Developer Ethan Merritt says, “We’ve been managing to put out a minor release every six months or so, with two or three years of development between major releases. The development version containing the latest features under development is always available by CVS, and is generally rock solid. Next up is a first release candidate for a major jump to version 4.4, which adds a ton of new features we’ve developed over the past two years. Version 4.4 introduces new plot styles, support for alpha-blend compositing, new output modes and terminal types, internationalization, and extensions to the command syntax for more flexible scripting.”
Merritt says many new features are inspired by specific requests from users who need to make a particular kind of plot for publication or internal use, but can’t find a way to do it. The project welcomes anyone who uses either 2-D or 3-D plots for data visualization to tell them in what way what they want to do isn’t yet possible.

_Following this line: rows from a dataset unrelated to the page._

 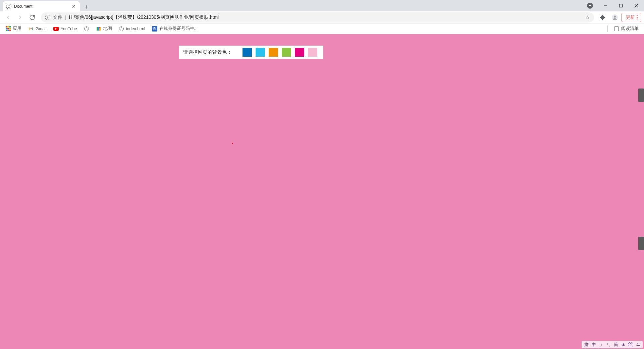 I want to click on reload-button, so click(x=32, y=17).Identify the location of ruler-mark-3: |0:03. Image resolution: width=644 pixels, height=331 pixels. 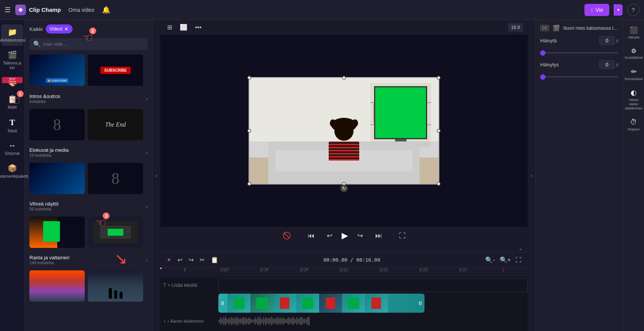
(224, 270).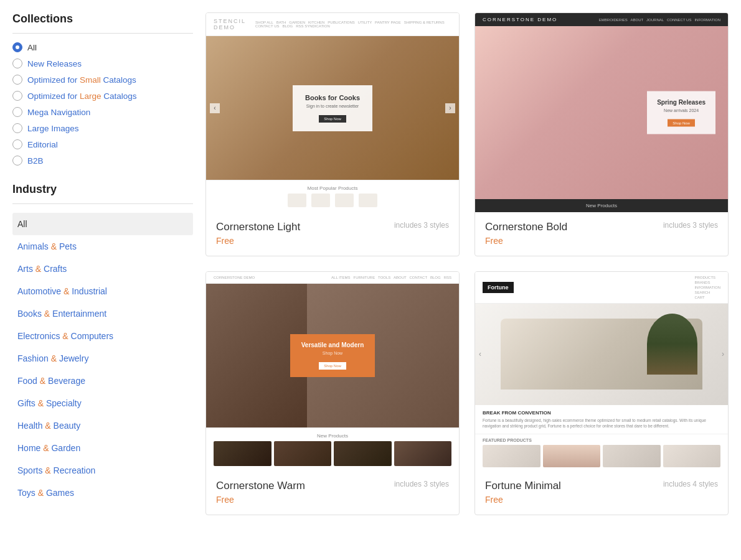  I want to click on collection-small-catalogs: Optimized for Small Catalogs, so click(103, 80).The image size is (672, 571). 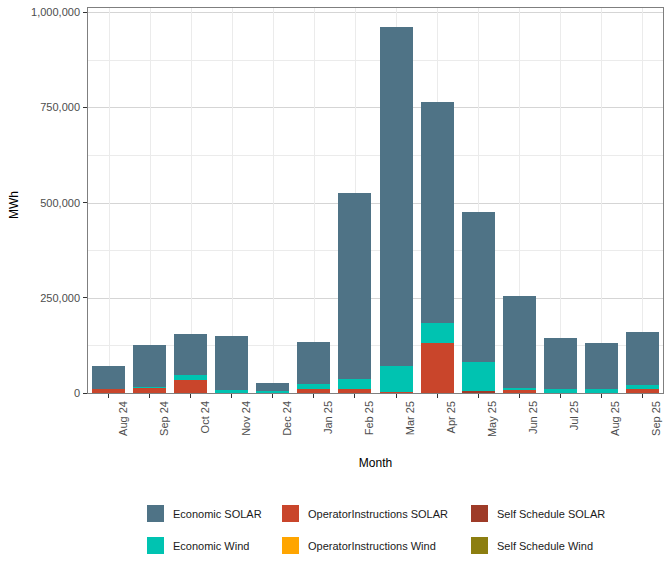 I want to click on legend-item: OperatorInstructions Wind, so click(x=376, y=546).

Gnuplot has opportunities for developers who want to work on the code. Merritt says, “Our biggest shortage right now is developers interested in troubleshooting and fixing bugs specific to the Windows GUI. At the moment it’s lagging the capabilities of newer output modes that using cairo/pango, Qt, or WxWidgets for better font handling and smoother graphics. Of course you can in principle use these newer toolkits under Windows also, but there are still a lot of people used to the old Windows interactive GUI.”